I chose a wonderful composer in China named Xiaogang Ye and he agreed to this unorthodox style of working and we were off. As it turned out we were starting this project just as Yo-Yo Ma was announcing a huge initiative called Silkroad Chicago and we were able to become part of that larger project. Then I asked my filmmaker colleague Dave Less to film the rehearsals for what I thought would be just website posts.
But then Dave and I got a wonderful interview with Henry Fogel, the former head of the Chicago Symphony and he went on a diatribe about how classical music had created most of its own problems. It was killer stuff and we decided we had a documentary film on our hands. Then I managed to talk Boeing into funding us and they vouched for us with United and before I knew it Dave and I were filming in Beijing.
You can see where this is going.

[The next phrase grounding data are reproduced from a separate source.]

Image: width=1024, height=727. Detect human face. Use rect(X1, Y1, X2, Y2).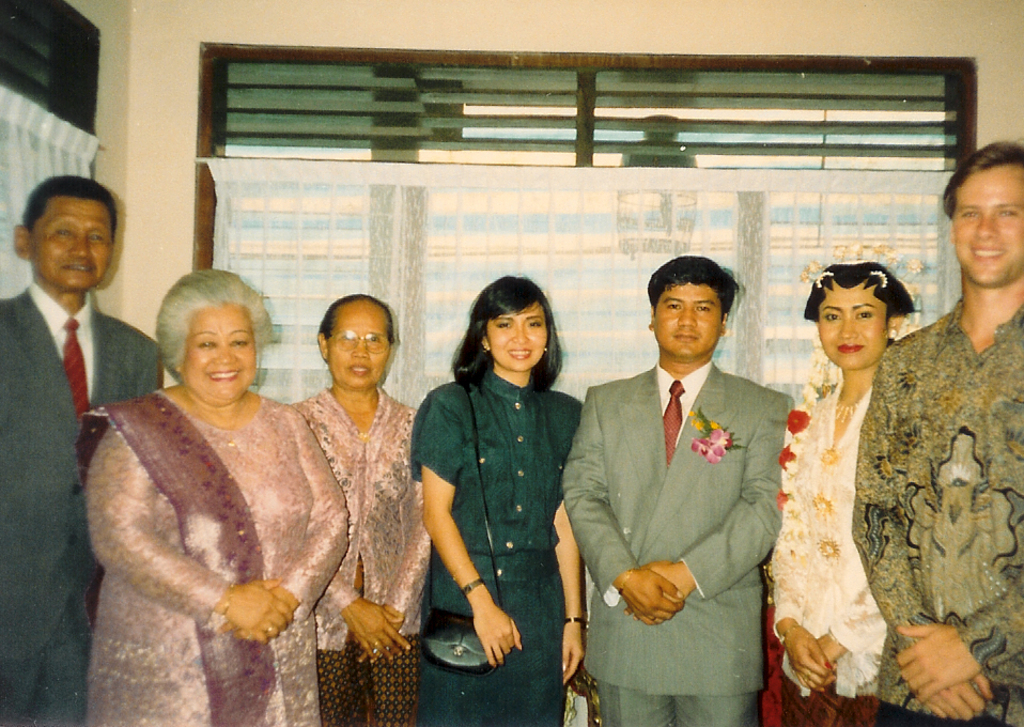
rect(330, 304, 390, 390).
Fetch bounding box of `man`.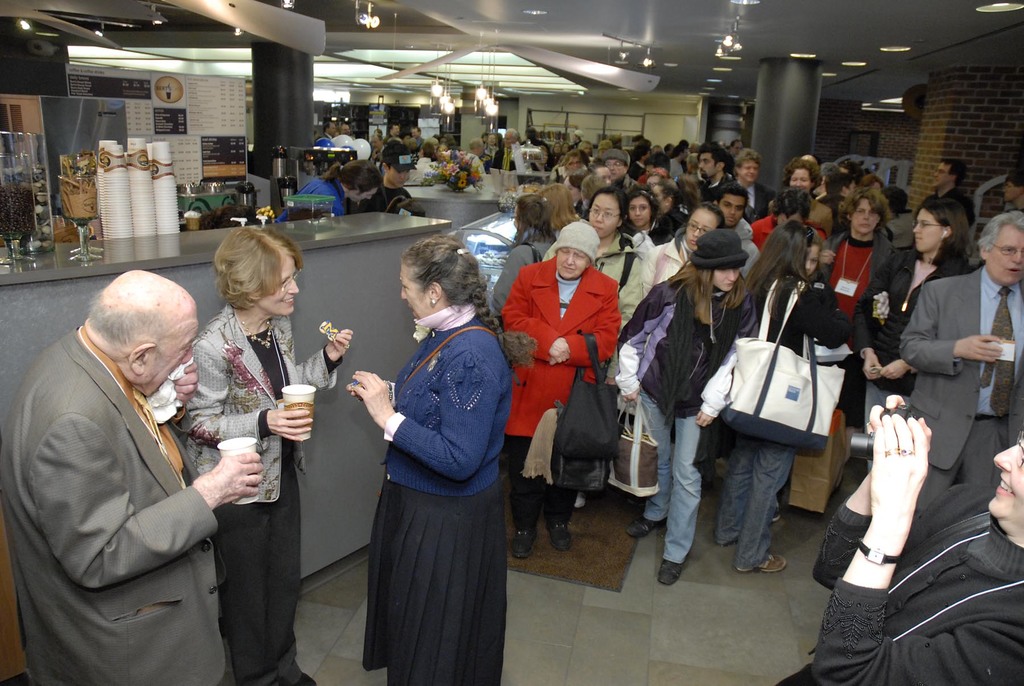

The project kept scaling upward until it was practically out of control. Every bit seemed manageable on its own but I was too inexperienced to see how, in the aggregate, it was a disaster waiting to happen. By the time of the final concert on September 10, 2006 (a date etched into my mind) I was wildly overcommitted and we were thousands of dollars over budget.
I managed to raise the money and solve the logistics challenges (I had to break down and call my mom who rented a van and helped me pick up our musical guests flying in to two airports from six different cities) and we got through it but in many ways it was a harrowing experience.
Looking back now I realize that I put myself through that at the time partly because I was inexperienced and didn’t know better but mostly because I was impatient. I wanted ACM to be a large organization RIGHT NOW and thought this project was a kind of magic bullet that would make that happen.
And the project was a huge success but what I didn’t know then was that you have to have the infrastructure to handle big projects. There are no magic bullets and, as I’m sure most arts leaders will agree, calling your mom is not a sustainable option.
By the way, if you’re curious to see that interview with Henry, it’s here.